“If your kids don’t like it, they have no taste.”

Clangers

Clangers, CBeebies

“If you can’t have Oliver Postgate, then who better than World’s Nicest Man Michael Palin to tell you what’s going on, and to interpret their whistled glissandos? I don’t think there’s anything to upset any Clanger aficionados here.”
Sam Wollaston, The Guardian

“It’s every bit as lovely as you would want it to be. For those who grew up with the whistle-voiced, knitted moon-mice this remake is like slipping on an old pair of trainers. As for the new generation – if your kids don’t like it, they have no taste.”
Chris Bennion, The Independent

“The first of CBeebies’ daily revivals revealed that they had lost none of the woolly charm of Peter Firmin’s original creations. It was, in a good way, like peering through a telescope at a programme 40 light years away. Welcome back, Clangers – or woowoodeboo as you might say.”
Andrew Billen, The Times

“New Clangers is essentially a direct remake with the same characters but much better animation. Yet what it now lacks is that slightly sad pungency. It’s another example of how children’s TV has become sanitised, just like so much else in children’s lives.”
Benji Wilson, The Telegraph

“Clangers 2.0 looked a little slicker than this critic dimly recalled it but the little woollen Moon-dwellers still make their whistling noises, and Michael Palin’s voiceover suggests that all is right with the universe.”
Matt Baylis, Daily Express

“Wisely, the makers have stuck closely to the Postgate formula and retained as much whimsical silliness as they can. Just as important, the animation is done with real knitted models and not computer graphics. There’s no need to greet this revival with an ‘Oh dear!’ — it’s much more of an ‘Oh, very good!’”
Christopher Stevens, Daily Mail

“There is a less obvious narrative at work in The Met which can be almost as enjoyable to follow as the story of the police at work: the Metropolitan Police want to come out of the series looking better than they went into it. But the producers want to prove that it is more than just a puff piece. At some stage a covenant has been struck but look hard and you can sense both sides pushing their own agenda.”
Benji Wilson, The Telegraph

“The film-makers did not find, or did not choose to show, any carnivalgoer or organiser complaining — not even about the morose Sergeant Rowlands, who moaned from the moment he got there. The film needed a few outside voices.”
Andrew Billen, The Times

“You couldn’t wish for a better combination of subject and presenter than How to Be Bohemian with Victoria Coren Mitchell. She had also gathered about her a superior collection of clever-clogs commentators, many as eccentric in dress as yesteryear’s bohemians and all with something insightful to say.”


DIRECTIONS FOR THIS TASK:
Among the entries that follow, count the lines that contain the word "triangulation" and say how many there are, writing nothing else.

Segment Start: GIVEN ENTRIES

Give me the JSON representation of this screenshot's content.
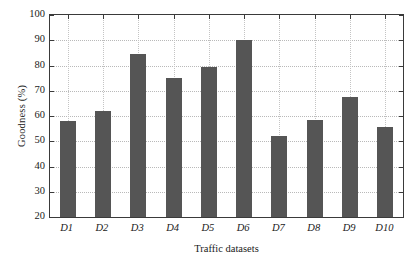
{
  "chart_data": {
    "type": "bar",
    "title": "",
    "xlabel": "Traffic datasets",
    "ylabel": "Goodness (%)",
    "categories": [
      "D1",
      "D2",
      "D3",
      "D4",
      "D5",
      "D6",
      "D7",
      "D8",
      "D9",
      "D10"
    ],
    "values": [
      58,
      62,
      84.5,
      75,
      79.5,
      90,
      52,
      58.5,
      67.5,
      55.5
    ],
    "ylim": [
      20,
      100
    ],
    "yticks": [
      20,
      30,
      40,
      50,
      60,
      70,
      80,
      90,
      100
    ],
    "ytick_labels": [
      "20",
      "30",
      "40",
      "50",
      "60",
      "70",
      "80",
      "90",
      "100"
    ],
    "grid": true,
    "legend": "none",
    "bar_color": "#555555",
    "axis_color": "#3a3a3a",
    "grid_color": "#b9b9b9",
    "background": "#ffffff"
  }
}
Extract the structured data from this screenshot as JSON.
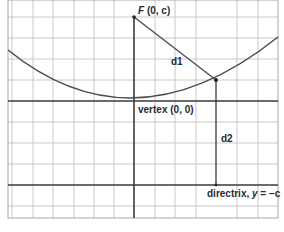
{
  "diagram": {
    "type": "parabola-focus-directrix",
    "labels": {
      "focus_name": "F",
      "focus_coords": "(0, c)",
      "vertex": "vertex (0, 0)",
      "d1": "d1",
      "d2": "d2",
      "directrix_prefix": "directrix, ",
      "directrix_eq_var": "y",
      "directrix_eq_rest": " = −c"
    },
    "colors": {
      "grid": "#c8c8c8",
      "axis": "#3a3a3a",
      "curve": "#4a4a4a",
      "text": "#2a2a2a"
    },
    "grid": {
      "vertical_lines_x": [
        12,
        33,
        53,
        74,
        94,
        114,
        155,
        175,
        196,
        216,
        237,
        258
      ],
      "horizontal_lines_y": [
        17,
        38,
        59,
        80,
        122,
        143,
        164,
        206
      ]
    },
    "points": {
      "focus": [
        134,
        17
      ],
      "vertex": [
        134,
        101
      ],
      "on_parabola": [
        216,
        80
      ]
    }
  }
}
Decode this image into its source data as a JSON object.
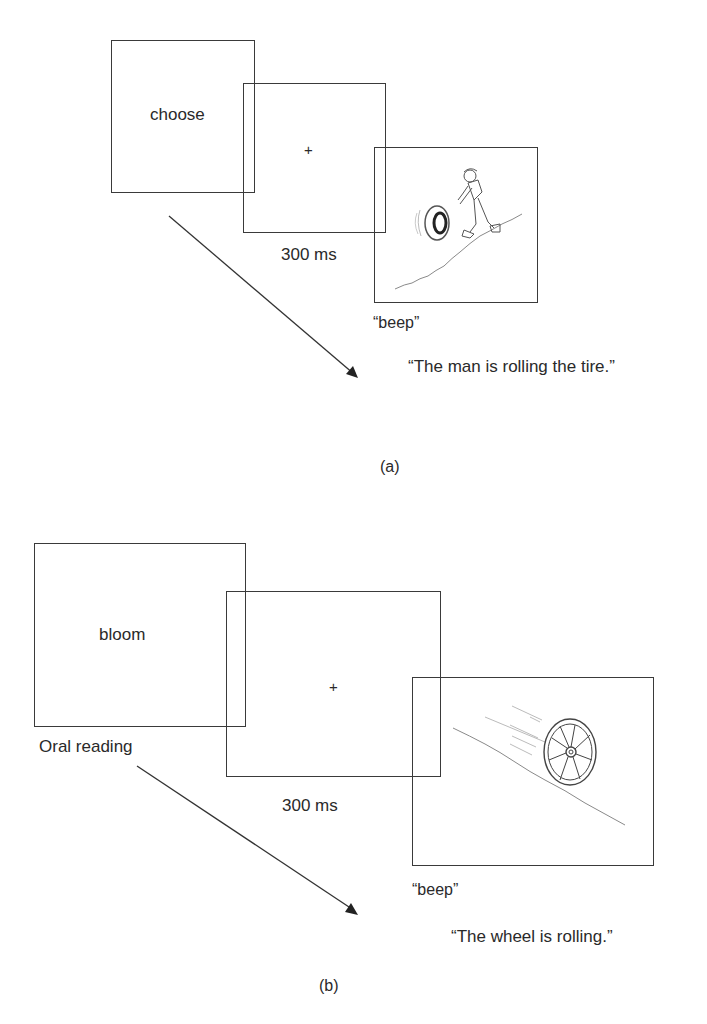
{
  "panel_a": {
    "label": "(a)",
    "prime_word": "choose",
    "fixation": "+",
    "duration": "300 ms",
    "cue": "“beep”",
    "response": "“The man is rolling the tire.”",
    "picture": "man-rolling-tire-drawing"
  },
  "panel_b": {
    "label": "(b)",
    "prime_word": "bloom",
    "task_label": "Oral reading",
    "fixation": "+",
    "duration": "300 ms",
    "cue": "“beep”",
    "response": "“The wheel is rolling.”",
    "picture": "wheel-rolling-downhill-drawing"
  },
  "colors": {
    "line": "#3a3a3a",
    "text": "#2a2a2a",
    "background": "#ffffff"
  }
}
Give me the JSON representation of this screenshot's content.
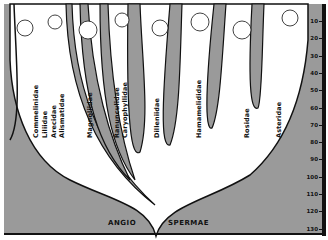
{
  "diagram": {
    "title_left": "ANGIO",
    "title_right": "SPERMAE",
    "taxa": [
      {
        "label": "Commelinidae",
        "x": 32
      },
      {
        "label": "Liliidae",
        "x": 41
      },
      {
        "label": "Arecidae",
        "x": 50
      },
      {
        "label": "Alismatidae",
        "x": 58
      },
      {
        "label": "Magnoliidae",
        "x": 86
      },
      {
        "label": "Ranunculidae",
        "x": 113
      },
      {
        "label": "Caryophyllidae",
        "x": 121
      },
      {
        "label": "Dilleniidae",
        "x": 153
      },
      {
        "label": "Hamamelididae",
        "x": 195
      },
      {
        "label": "Rosidae",
        "x": 243
      },
      {
        "label": "Asteridae",
        "x": 275
      }
    ],
    "scale": {
      "ticks": [
        "10",
        "20",
        "30",
        "40",
        "50",
        "60",
        "70",
        "80",
        "90",
        "100",
        "110",
        "120",
        "130"
      ]
    },
    "colors": {
      "fill": "#9a9a9a",
      "line": "#111111",
      "bg": "#ffffff"
    }
  }
}
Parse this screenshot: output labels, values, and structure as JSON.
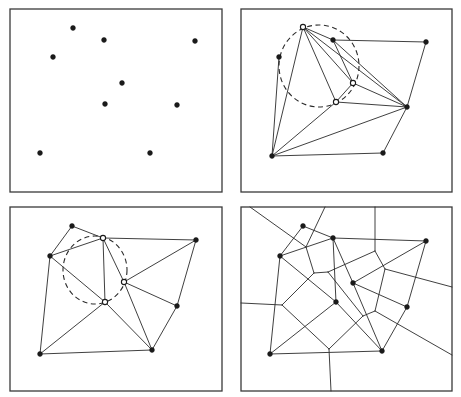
{
  "figure": {
    "width": 461,
    "height": 397,
    "background": "#ffffff",
    "stroke_color": "#2a2a2a"
  },
  "panels": [
    {
      "id": "point-set",
      "frame": {
        "x": 10,
        "y": 9,
        "w": 212,
        "h": 183
      },
      "points": [
        {
          "x": 73,
          "y": 28,
          "style": "filled"
        },
        {
          "x": 104,
          "y": 40,
          "style": "filled"
        },
        {
          "x": 195,
          "y": 41,
          "style": "filled"
        },
        {
          "x": 53,
          "y": 57,
          "style": "filled"
        },
        {
          "x": 122,
          "y": 83,
          "style": "filled"
        },
        {
          "x": 105,
          "y": 104,
          "style": "filled"
        },
        {
          "x": 177,
          "y": 105,
          "style": "filled"
        },
        {
          "x": 40,
          "y": 153,
          "style": "filled"
        },
        {
          "x": 150,
          "y": 153,
          "style": "filled"
        }
      ],
      "edges": [],
      "circles": [],
      "voronoi": []
    },
    {
      "id": "invalid-triangulation",
      "frame": {
        "x": 241,
        "y": 9,
        "w": 211,
        "h": 183
      },
      "points": [
        {
          "x": 303,
          "y": 27,
          "style": "hollow"
        },
        {
          "x": 333,
          "y": 40,
          "style": "filled"
        },
        {
          "x": 426,
          "y": 42,
          "style": "filled"
        },
        {
          "x": 279,
          "y": 57,
          "style": "filled"
        },
        {
          "x": 353,
          "y": 83,
          "style": "hollow"
        },
        {
          "x": 336,
          "y": 102,
          "style": "hollow"
        },
        {
          "x": 407,
          "y": 107,
          "style": "filled"
        },
        {
          "x": 272,
          "y": 156,
          "style": "filled"
        },
        {
          "x": 383,
          "y": 153,
          "style": "filled"
        }
      ],
      "edges": [
        [
          0,
          1
        ],
        [
          1,
          2
        ],
        [
          2,
          6
        ],
        [
          0,
          7
        ],
        [
          3,
          7
        ],
        [
          0,
          5
        ],
        [
          0,
          4
        ],
        [
          0,
          6
        ],
        [
          1,
          4
        ],
        [
          1,
          6
        ],
        [
          4,
          6
        ],
        [
          4,
          5
        ],
        [
          5,
          6
        ],
        [
          5,
          7
        ],
        [
          7,
          6
        ],
        [
          7,
          8
        ],
        [
          8,
          6
        ]
      ],
      "circles": [
        {
          "cx": 319,
          "cy": 66,
          "rx": 40,
          "ry": 41
        }
      ],
      "voronoi": []
    },
    {
      "id": "delaunay-triangulation",
      "frame": {
        "x": 10,
        "y": 207,
        "w": 212,
        "h": 184
      },
      "points": [
        {
          "x": 72,
          "y": 226,
          "style": "filled"
        },
        {
          "x": 103,
          "y": 238,
          "style": "hollow"
        },
        {
          "x": 196,
          "y": 240,
          "style": "filled"
        },
        {
          "x": 50,
          "y": 256,
          "style": "filled"
        },
        {
          "x": 124,
          "y": 282,
          "style": "hollow"
        },
        {
          "x": 105,
          "y": 302,
          "style": "hollow"
        },
        {
          "x": 177,
          "y": 306,
          "style": "filled"
        },
        {
          "x": 40,
          "y": 354,
          "style": "filled"
        },
        {
          "x": 152,
          "y": 350,
          "style": "filled"
        }
      ],
      "edges": [
        [
          0,
          1
        ],
        [
          0,
          3
        ],
        [
          3,
          1
        ],
        [
          1,
          2
        ],
        [
          1,
          5
        ],
        [
          1,
          4
        ],
        [
          4,
          2
        ],
        [
          4,
          6
        ],
        [
          4,
          8
        ],
        [
          2,
          6
        ],
        [
          6,
          8
        ],
        [
          3,
          5
        ],
        [
          3,
          7
        ],
        [
          5,
          7
        ],
        [
          5,
          8
        ],
        [
          7,
          8
        ]
      ],
      "circles": [
        {
          "cx": 95,
          "cy": 270,
          "rx": 32,
          "ry": 34
        }
      ],
      "voronoi": []
    },
    {
      "id": "voronoi-diagram",
      "frame": {
        "x": 241,
        "y": 207,
        "w": 211,
        "h": 184
      },
      "points": [
        {
          "x": 303,
          "y": 226,
          "style": "filled"
        },
        {
          "x": 333,
          "y": 238,
          "style": "filled"
        },
        {
          "x": 426,
          "y": 241,
          "style": "filled"
        },
        {
          "x": 280,
          "y": 256,
          "style": "filled"
        },
        {
          "x": 353,
          "y": 283,
          "style": "filled"
        },
        {
          "x": 336,
          "y": 302,
          "style": "filled"
        },
        {
          "x": 407,
          "y": 307,
          "style": "filled"
        },
        {
          "x": 270,
          "y": 354,
          "style": "filled"
        },
        {
          "x": 382,
          "y": 351,
          "style": "filled"
        }
      ],
      "edges": [
        [
          0,
          1
        ],
        [
          0,
          3
        ],
        [
          3,
          1
        ],
        [
          1,
          2
        ],
        [
          1,
          5
        ],
        [
          1,
          4
        ],
        [
          4,
          2
        ],
        [
          4,
          6
        ],
        [
          4,
          8
        ],
        [
          2,
          6
        ],
        [
          6,
          8
        ],
        [
          3,
          5
        ],
        [
          3,
          7
        ],
        [
          5,
          7
        ],
        [
          5,
          8
        ],
        [
          7,
          8
        ]
      ],
      "circles": [],
      "voronoi": [
        [
          250,
          207,
          306,
          247
        ],
        [
          325,
          207,
          306,
          247
        ],
        [
          306,
          247,
          314,
          273
        ],
        [
          314,
          273,
          328,
          272
        ],
        [
          314,
          273,
          282,
          305
        ],
        [
          241,
          303,
          282,
          305
        ],
        [
          282,
          305,
          329,
          349
        ],
        [
          329,
          349,
          331,
          391
        ],
        [
          328,
          272,
          375,
          251
        ],
        [
          375,
          251,
          375,
          207
        ],
        [
          375,
          251,
          385,
          269
        ],
        [
          385,
          269,
          452,
          287
        ],
        [
          385,
          269,
          375,
          311
        ],
        [
          375,
          311,
          452,
          355
        ],
        [
          375,
          311,
          363,
          316
        ],
        [
          363,
          316,
          329,
          349
        ],
        [
          328,
          272,
          363,
          316
        ]
      ]
    }
  ]
}
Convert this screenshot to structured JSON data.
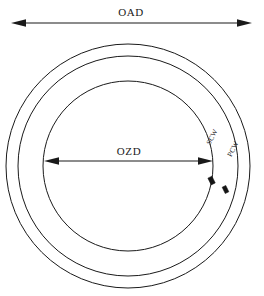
{
  "diagram": {
    "background_color": "#ffffff",
    "line_color": "#1a1a1a",
    "dimensions": [
      {
        "id": "oad",
        "label": "OAD",
        "description": "Overall assembly diameter, measured across the outermost circle",
        "orientation": "horizontal",
        "arrow_style": "double-headed",
        "y": 23,
        "x_start": 11,
        "x_end": 252,
        "label_x": 131,
        "label_y": 16
      },
      {
        "id": "ozd",
        "label": "OZD",
        "description": "Open zone diameter, measured across the innermost circle",
        "orientation": "horizontal",
        "arrow_style": "double-headed",
        "y": 161,
        "x_start": 44,
        "x_end": 213,
        "label_x": 129,
        "label_y": 155
      }
    ],
    "rings": [
      {
        "id": "outer-ring",
        "name": "outer-circle",
        "cx": 128,
        "cy": 166,
        "r": 122,
        "stroke_width": 1.0
      },
      {
        "id": "middle-ring",
        "name": "middle-circle",
        "cx": 128,
        "cy": 166,
        "r": 110,
        "stroke_width": 1.0
      },
      {
        "id": "inner-ring",
        "name": "inner-circle",
        "cx": 128,
        "cy": 166,
        "r": 85,
        "stroke_width": 1.0
      }
    ],
    "wall_labels": [
      {
        "id": "scw",
        "label": "SCW",
        "description": "Secondary containment wall thickness callout",
        "x": 214,
        "y": 138,
        "rotation": -62
      },
      {
        "id": "pcw",
        "label": "PCW",
        "description": "Primary containment wall thickness callout",
        "x": 235,
        "y": 150,
        "rotation": -62
      }
    ],
    "markers": [
      {
        "id": "scw-marker",
        "name": "scw-thickness-marker",
        "x": 211.5,
        "y": 180.5,
        "width": 4.5,
        "height": 7.5,
        "rotation": -26
      },
      {
        "id": "pcw-marker",
        "name": "pcw-thickness-marker",
        "x": 225.5,
        "y": 189.5,
        "width": 4.0,
        "height": 7.0,
        "rotation": -26
      }
    ]
  }
}
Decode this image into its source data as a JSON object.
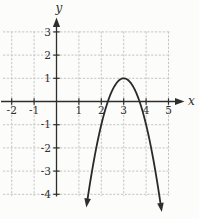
{
  "figure": {
    "background": "#fcfcfa",
    "axis_color": "#2e2e2e",
    "grid_color": "#c4c4c4",
    "curve_color": "#2a2a2a",
    "x_axis_label": "x",
    "y_axis_label": "y"
  },
  "chart_data": {
    "type": "line",
    "title": "",
    "xlabel": "x",
    "ylabel": "y",
    "xlim": [
      -2.5,
      5.7
    ],
    "ylim": [
      -4.8,
      3.6
    ],
    "x_ticks": [
      -2,
      -1,
      1,
      2,
      3,
      4,
      5
    ],
    "y_ticks": [
      -4,
      -3,
      -2,
      -1,
      1,
      2,
      3
    ],
    "grid": true,
    "legend": false,
    "series": [
      {
        "name": "downward-parabola",
        "equation": "y = -2(x - 3)^2 + 1",
        "form": {
          "a": -2,
          "h": 3,
          "k": 1
        },
        "vertex": [
          3,
          1
        ],
        "x_intercepts": [
          2.29,
          3.71
        ],
        "x_range_drawn": [
          1.39,
          4.64
        ],
        "arrow_ends": true,
        "points": [
          [
            1.5,
            -3.5
          ],
          [
            2,
            -1
          ],
          [
            2.29,
            0
          ],
          [
            2.5,
            0.5
          ],
          [
            3,
            1
          ],
          [
            3.5,
            0.5
          ],
          [
            3.71,
            0
          ],
          [
            4,
            -1
          ],
          [
            4.5,
            -3.5
          ]
        ]
      }
    ]
  }
}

Segment End: GIVEN ENTRIES

ANSWER TO THIS PROBLEM:
2